Reputation: 4229
When "future-proofing" code by testing it on PHP 5.4, I get a warning I don't understand.
function __clone() {
$this->changed = TRUE;
foreach ($this->conditions as $key => $condition) {
if (
$condition['field']
instanceOf QueryConditionInterface) {
$this->conditions[$key]['field'] = clone($condition['field']);
}
}
}
I broke out $condition['field']
into its own row to reduce the amount of code to focus on. About that specific line, PHP has this to say
Warning: Illegal string offset
'field'
inDatabaseCondition->__clone()
And I just can't see how 'field', is an illegal string offset. I'm guessing that I'm just missing something obvious, but if the community can't find a problem, I'll file a bug report.
I interpret the warning as "Under no circumstances is 'field' a valid key". This error would have made sense if I had tried to us for example an array as a key.
Upvotes: 7
Views: 17117
Reputation: 45039
The warning looks like its saying that $condition
is a string. Without any knowledge of the code I don't whether that makes any sense.
Upvotes: 2
Reputation: 135
Without more knowledge about the creation of the conditions array/iterator, I can only assume that you should first check if the offset exists.
if(isset($condition['field']) && $condition['field'] instanceOf QueryConditionInterface)
Using isset in this situation is enough and faster than array_key_exists, the only difference is, if $condition['field'] is NULL isset will return falls, array_key_exists will return true, cause the key exists. But because you only want to work on fields that are an instance of QueryConditionInterface, you will running fine with isset.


Go through the data and copy each line that holds "Limpiar".

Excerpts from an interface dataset
++++++++++++++++++++
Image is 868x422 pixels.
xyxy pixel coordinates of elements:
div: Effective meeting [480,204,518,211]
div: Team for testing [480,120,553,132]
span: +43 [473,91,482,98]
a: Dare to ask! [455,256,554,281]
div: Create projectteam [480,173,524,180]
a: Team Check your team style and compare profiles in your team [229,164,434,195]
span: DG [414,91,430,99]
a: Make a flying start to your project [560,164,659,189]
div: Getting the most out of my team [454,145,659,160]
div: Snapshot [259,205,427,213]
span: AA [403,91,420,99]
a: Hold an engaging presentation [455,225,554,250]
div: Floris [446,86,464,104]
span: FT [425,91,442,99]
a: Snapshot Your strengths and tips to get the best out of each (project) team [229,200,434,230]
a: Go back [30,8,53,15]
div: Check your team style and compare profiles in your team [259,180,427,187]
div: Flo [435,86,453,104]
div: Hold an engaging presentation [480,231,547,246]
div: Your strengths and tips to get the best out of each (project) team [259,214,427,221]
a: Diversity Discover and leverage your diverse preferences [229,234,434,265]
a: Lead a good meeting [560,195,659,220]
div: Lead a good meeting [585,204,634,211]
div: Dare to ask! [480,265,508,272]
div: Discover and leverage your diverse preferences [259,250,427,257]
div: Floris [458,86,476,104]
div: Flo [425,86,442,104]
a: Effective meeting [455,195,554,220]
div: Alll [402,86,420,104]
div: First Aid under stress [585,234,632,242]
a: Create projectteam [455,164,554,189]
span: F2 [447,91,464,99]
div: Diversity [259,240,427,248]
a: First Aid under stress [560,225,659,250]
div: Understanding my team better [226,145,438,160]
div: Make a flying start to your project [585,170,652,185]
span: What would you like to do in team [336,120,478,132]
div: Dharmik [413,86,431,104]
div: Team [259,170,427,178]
++++++++++++++++++++
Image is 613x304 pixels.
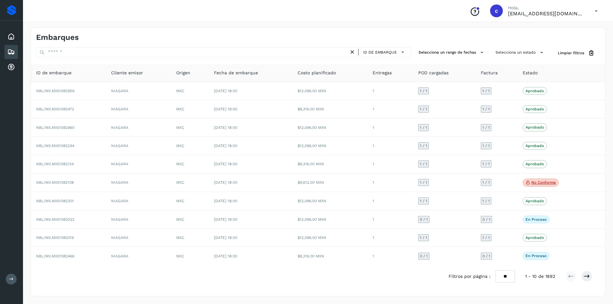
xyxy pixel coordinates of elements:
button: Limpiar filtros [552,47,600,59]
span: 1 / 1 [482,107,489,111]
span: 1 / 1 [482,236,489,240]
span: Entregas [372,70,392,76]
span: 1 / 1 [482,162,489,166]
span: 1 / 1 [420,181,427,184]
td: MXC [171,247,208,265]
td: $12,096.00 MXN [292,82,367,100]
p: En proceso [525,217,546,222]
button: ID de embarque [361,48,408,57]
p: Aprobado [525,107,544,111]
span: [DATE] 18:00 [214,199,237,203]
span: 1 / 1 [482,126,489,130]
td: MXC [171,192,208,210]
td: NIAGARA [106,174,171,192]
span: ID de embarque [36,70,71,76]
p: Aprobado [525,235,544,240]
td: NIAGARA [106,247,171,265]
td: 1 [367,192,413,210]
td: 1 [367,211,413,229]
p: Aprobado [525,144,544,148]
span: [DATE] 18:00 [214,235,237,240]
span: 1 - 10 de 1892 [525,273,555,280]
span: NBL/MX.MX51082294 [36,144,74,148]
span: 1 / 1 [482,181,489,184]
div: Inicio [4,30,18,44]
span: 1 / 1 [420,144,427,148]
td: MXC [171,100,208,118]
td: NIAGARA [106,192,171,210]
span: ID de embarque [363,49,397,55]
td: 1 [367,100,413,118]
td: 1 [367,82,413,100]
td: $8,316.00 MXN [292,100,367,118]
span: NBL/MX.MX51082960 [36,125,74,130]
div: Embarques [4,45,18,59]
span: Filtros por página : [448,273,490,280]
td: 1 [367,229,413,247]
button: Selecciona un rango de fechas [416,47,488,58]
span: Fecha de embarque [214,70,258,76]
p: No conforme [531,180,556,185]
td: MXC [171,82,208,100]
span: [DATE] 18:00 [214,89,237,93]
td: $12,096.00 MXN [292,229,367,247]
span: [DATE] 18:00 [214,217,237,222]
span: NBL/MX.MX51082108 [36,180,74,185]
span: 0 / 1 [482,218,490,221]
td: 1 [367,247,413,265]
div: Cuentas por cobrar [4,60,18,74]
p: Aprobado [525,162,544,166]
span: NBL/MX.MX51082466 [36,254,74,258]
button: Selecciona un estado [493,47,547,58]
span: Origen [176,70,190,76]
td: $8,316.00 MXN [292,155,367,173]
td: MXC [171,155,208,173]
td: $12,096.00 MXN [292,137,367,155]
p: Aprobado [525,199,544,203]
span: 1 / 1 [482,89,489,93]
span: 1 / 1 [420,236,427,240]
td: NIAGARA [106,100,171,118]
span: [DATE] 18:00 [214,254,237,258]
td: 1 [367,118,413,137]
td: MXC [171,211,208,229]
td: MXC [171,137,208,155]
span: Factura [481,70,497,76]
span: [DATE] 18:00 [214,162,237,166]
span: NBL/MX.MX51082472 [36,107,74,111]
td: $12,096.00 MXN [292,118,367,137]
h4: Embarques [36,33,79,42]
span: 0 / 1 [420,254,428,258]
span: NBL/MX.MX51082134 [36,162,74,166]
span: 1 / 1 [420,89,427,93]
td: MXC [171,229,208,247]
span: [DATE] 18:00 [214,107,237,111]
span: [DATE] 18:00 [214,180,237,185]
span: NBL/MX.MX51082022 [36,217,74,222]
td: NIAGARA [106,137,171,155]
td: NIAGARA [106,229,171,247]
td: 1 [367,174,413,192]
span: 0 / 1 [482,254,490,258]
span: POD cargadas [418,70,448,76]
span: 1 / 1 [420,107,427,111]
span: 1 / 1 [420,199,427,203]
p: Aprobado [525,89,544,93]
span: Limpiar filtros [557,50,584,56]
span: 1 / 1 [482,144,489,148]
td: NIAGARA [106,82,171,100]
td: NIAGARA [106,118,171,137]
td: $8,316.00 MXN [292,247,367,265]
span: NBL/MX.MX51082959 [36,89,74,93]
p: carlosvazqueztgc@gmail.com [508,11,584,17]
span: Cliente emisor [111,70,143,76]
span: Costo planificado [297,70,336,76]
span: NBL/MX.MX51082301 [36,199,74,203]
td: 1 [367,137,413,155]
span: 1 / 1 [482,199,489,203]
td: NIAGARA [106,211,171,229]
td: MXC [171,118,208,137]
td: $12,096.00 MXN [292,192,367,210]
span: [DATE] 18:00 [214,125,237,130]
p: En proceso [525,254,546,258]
++++++++++++++++++++
Your solution
button: Limpiar filtros [552,47,600,59]
span: Limpiar filtros [557,50,584,56]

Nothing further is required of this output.